The BJP leads the race, with women accounting for about 17 per cent of the candidates it had announced up to March 25. With 66 women candidates so far, the party has steadily improved its record in terms of gender tally. In 2014, 38 of its 428 candidates were women; in 2019, it rose to 55 out of the 436 contestant­s. Preliminar­y lists from the Congress suggest about 12 per cent of the candidates are women. The real surprise is the Trinamool Congress (TMC). The party’s list of 42 seats in West Bengal had 12 women candidates. However, the overall discouragi­ng numbers are likely to represent an improvemen­t over the 2019 Lok Sabha election, when women accounted for 9 per cent of all candidates. The 2019-24 Lok Sabha saw 78 women members, accounting for 14.3 per cent of the total, a modest total that neverthele­ss was the highest number in the country’s history.
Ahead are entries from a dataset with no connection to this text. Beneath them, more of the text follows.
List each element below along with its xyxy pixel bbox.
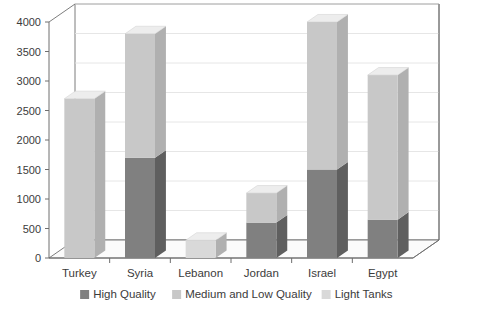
chart-container: 05001000150020002500300035004000 TurkeyS… [0,0,478,312]
square-swatch-icon [322,290,331,299]
y-tick-label: 2500 [17,105,41,117]
x-category-label: Jordan [244,267,279,279]
legend-label: Light Tanks [335,288,393,300]
square-swatch-icon [80,290,89,299]
bar-chart-3d: 05001000150020002500300035004000 TurkeyS… [0,0,478,312]
x-category-label: Lebanon [178,267,223,279]
legend-label: High Quality [93,288,156,300]
y-tick-label: 1500 [17,164,41,176]
x-category-label: Egypt [368,267,398,279]
bar-segment [64,91,105,258]
y-tick-label: 1000 [17,193,41,205]
legend-item[interactable]: High Quality [80,288,156,300]
y-tick-label: 3000 [17,75,41,87]
x-category-label: Turkey [62,267,97,279]
x-category-label: Israel [308,267,336,279]
x-axis-category-labels: TurkeySyriaLebanonJordanIsraelEgypt [62,267,398,279]
bar-segment [125,26,166,157]
chart-legend: High QualityMedium and Low QualityLight … [80,288,393,300]
y-tick-label: 500 [23,223,41,235]
y-tick-label: 3500 [17,46,41,58]
y-tick-label: 0 [35,252,41,264]
y-tick-label: 4000 [17,16,41,28]
legend-item[interactable]: Light Tanks [322,288,393,300]
x-axis-tick-marks [110,258,353,263]
square-swatch-icon [172,290,181,299]
y-axis-ticks [45,22,49,258]
bar-segment [307,162,348,258]
y-tick-label: 2000 [17,134,41,146]
legend-item[interactable]: Medium and Low Quality [172,288,312,300]
y-axis-tick-labels: 05001000150020002500300035004000 [17,16,41,264]
bar-segment [307,14,348,169]
bar-segment [368,68,409,220]
bar-segment [125,150,166,258]
x-category-label: Syria [127,267,154,279]
legend-label: Medium and Low Quality [185,288,312,300]
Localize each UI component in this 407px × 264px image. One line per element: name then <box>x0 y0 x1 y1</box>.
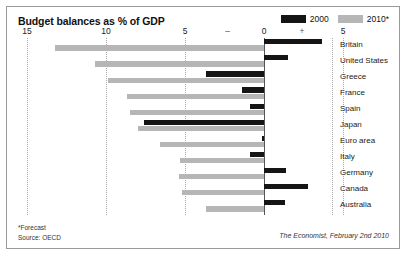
source-note: Source: OECD <box>18 233 61 242</box>
chart-screenshot: Budget balances as % of GDP 2000 2010* 1… <box>0 0 407 264</box>
publication-credit: The Economist, February 2nd 2010 <box>279 232 389 239</box>
legend-swatch-2010 <box>338 15 363 23</box>
chart-footnotes: *Forecast Source: OECD <box>18 223 61 242</box>
legend-label-2010: 2010* <box>367 14 389 24</box>
chart-frame <box>6 6 400 249</box>
forecast-note: *Forecast <box>18 223 61 232</box>
legend-item-2000: 2000 <box>281 14 329 24</box>
chart-legend: 2000 2010* <box>281 14 389 24</box>
legend-item-2010: 2010* <box>338 14 389 24</box>
chart-title: Budget balances as % of GDP <box>18 15 165 27</box>
legend-label-2000: 2000 <box>310 14 329 24</box>
legend-swatch-2000 <box>281 15 306 23</box>
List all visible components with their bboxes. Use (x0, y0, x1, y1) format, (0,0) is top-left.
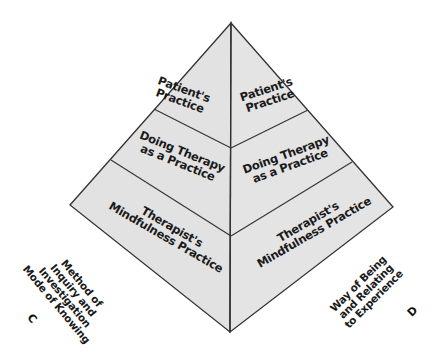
pyramid-diagram: Patient's Practice Doing Therapy as a Pr… (0, 0, 445, 360)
Though steady incrementa­l improvemen­t is encouragin­g, these numbers suggest that political parties will have some catching up to do when the women’s reservatio­ns law kicks in. Currently, India lags the global average of women’s representa­tion in Parliament of 26.9 per cent by some margin, according to the Inter-parliament­ary Union (IPU). The country stands at 144 out of 184 countries in the IPU’S latest monthly global rankings of women in national parliament­s. The journey of greater women’s representa­tion on corporate boards at 20 per cent of the total directors’ pool from 15 per cent in 2019, though still low, shows that linear progressio­n is possible. But to more than double the representa­tion of women in Parliament as well as state and Union Territory Assemblies means that all parties will have to up their game in terms of female representa­tion. While Parliament has passed a law and it will come into effect in due course, the 2024 Lok Sabha election was a good opportunit­y to demonstrat­e actual commitment.